Young Miles - Lois McMaster Bujold [275]
"Don't throw me out there!" Miles protested urgently. "The Oserans are after my hide. I swear, I didn't know the plasma arcs were defective!"
"What plasma arcs?" asked the captain.
"I'm an arms dealer. I sold them some plasma arcs. Cheap. Turns out they had a tendency to lock on overload and blow their user's hand off. I didn't know, I got them wholesale."
The Ranger captain's right hand opened and closed in sympathetic identification. He rubbed his palm unconsciously on his trousers, back of his plasma arc holster. He studied Miles, frowning sourly. "Head first it is," he said after a moment. "Lieutenant, you and the corporal take this little mutant to the portside personnel lock, pack him in a bod-pod, and eject him. We're going home."

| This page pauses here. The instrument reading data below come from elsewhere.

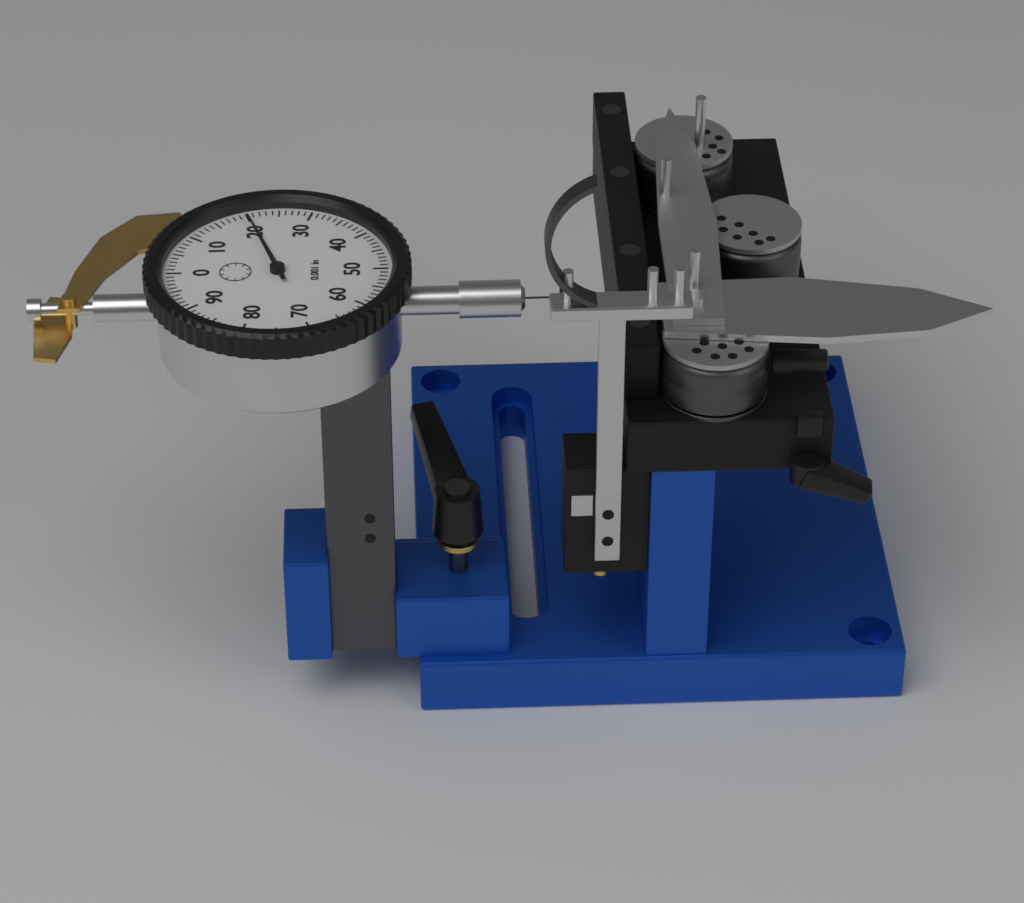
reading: 0.020 in
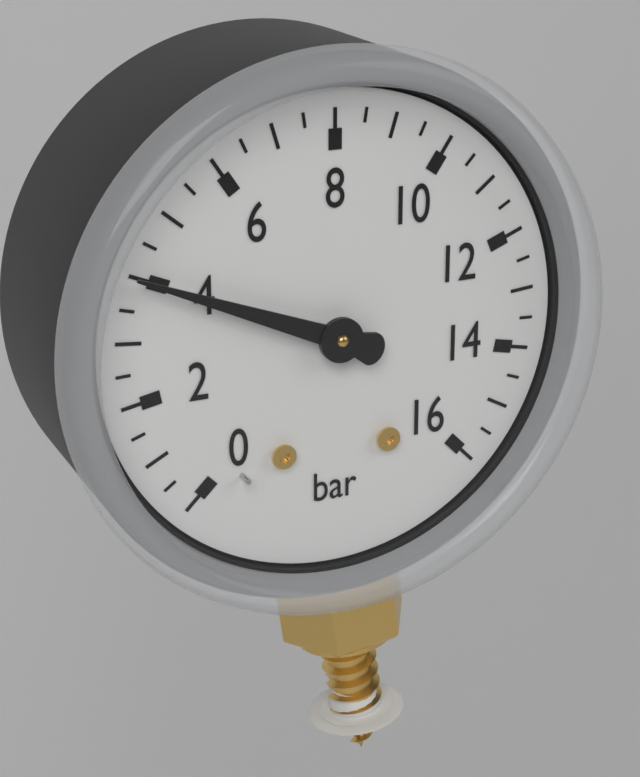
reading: 4.0 bar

"No," said Miles weakly, as they each took an arm. Yes! He dragged his feet, careful not to offer enough resistance to risk his bones. "You're not going to space me . . . !" The Ariel, my God . . .
"Oh, the Aslunder merc'll pick you up," said the captain. "Maybe. If they don't decide you're a bomb, and try to set you off in space with plasma fire from their ship or something." Smiling slightly at this vision, he turned back to the comm, and intoned in a bored traffic-control sing-song, "Ariel, ah, this is the C6-WG. We chose to, ah, change our filed flight plan and return to Vervain Station. We therefore have no need for pre-docking inspection. We are going to leave you a, ah, small parting gift, though. Quite small. What you choose to do with it is your problem. . . ."
The door to Nav and Com closed behind them. A few meters of corridor and a sharp turn brought Miles and his handlers to a personnel hatch. The corporal held Miles, who struggled; the lieutenant opened a locker and shook out a bod-pod.
The bod-pod was a cheap inflatable life-support unit designed to be entered in seconds by endangered passengers, suitable either for pressurization emergencies or abandoning ship. They were also dubbed idiot-balloons. They required no knowledge to operate because they had no controls, merely a few hours of recycleable air and a locator-beeper. Passive, foolproof, and not recommended for claustrophobes, they were very cost-effective in saving lives—when adequate pick-up ships arrived in time.
Miles emitted a realistic wail as he was stuffed into the bod-pod's dank, plastic-smelling interior. A jerk of the rip cord, and it sealed and inflated automatically. He had a brief, horrible flashback to the mud-sunken bubble-shelter on Kyril Island, and choked back a real scream. He was tumbled as his captors rolled the pod into the air lock. A whoosh, a thump, a lurch, and he was free-falling in pitch darkness.
The spherical pod was little more than a meter in diameter. Miles, half-doubled-up, felt around, his stomach and inner ear protesting the spin imparted by the ejecting kick outward, till his shaking fingers found what he hoped was a cold-light tube. He squeezed it, and was rewarded with a nauseous greenish glow.
The silence was profound, broken only by the tiny hiss of the air recycler and his ragged breathing. Well . . . it's better than the last time somebody tried to shove me out an air lock. He had several minutes in which to imagine all the possible courses of action the Ariel might take instead of picking him up. He had just discarded skin-crawling anticipation of the ship opening fire on him in favor of abandonment to cold dark asphyxiation, when he and his pod were wrenched by a tractor beam.
The tractor beam's operator, clearly, had ham hands and palsy, but after a few minutes of juggling, the return of gravity and outside sound reassured Miles he'd been safely stowed in a working air lock. The swish of the inner door, garbled human voices. Another moment, and the idiot balloon began to roll. He yelped loudly, and curled up into a protective ball to roll with the flow till the motion stopped. He sat up, and took a deep breath, and tried to straighten his uniform.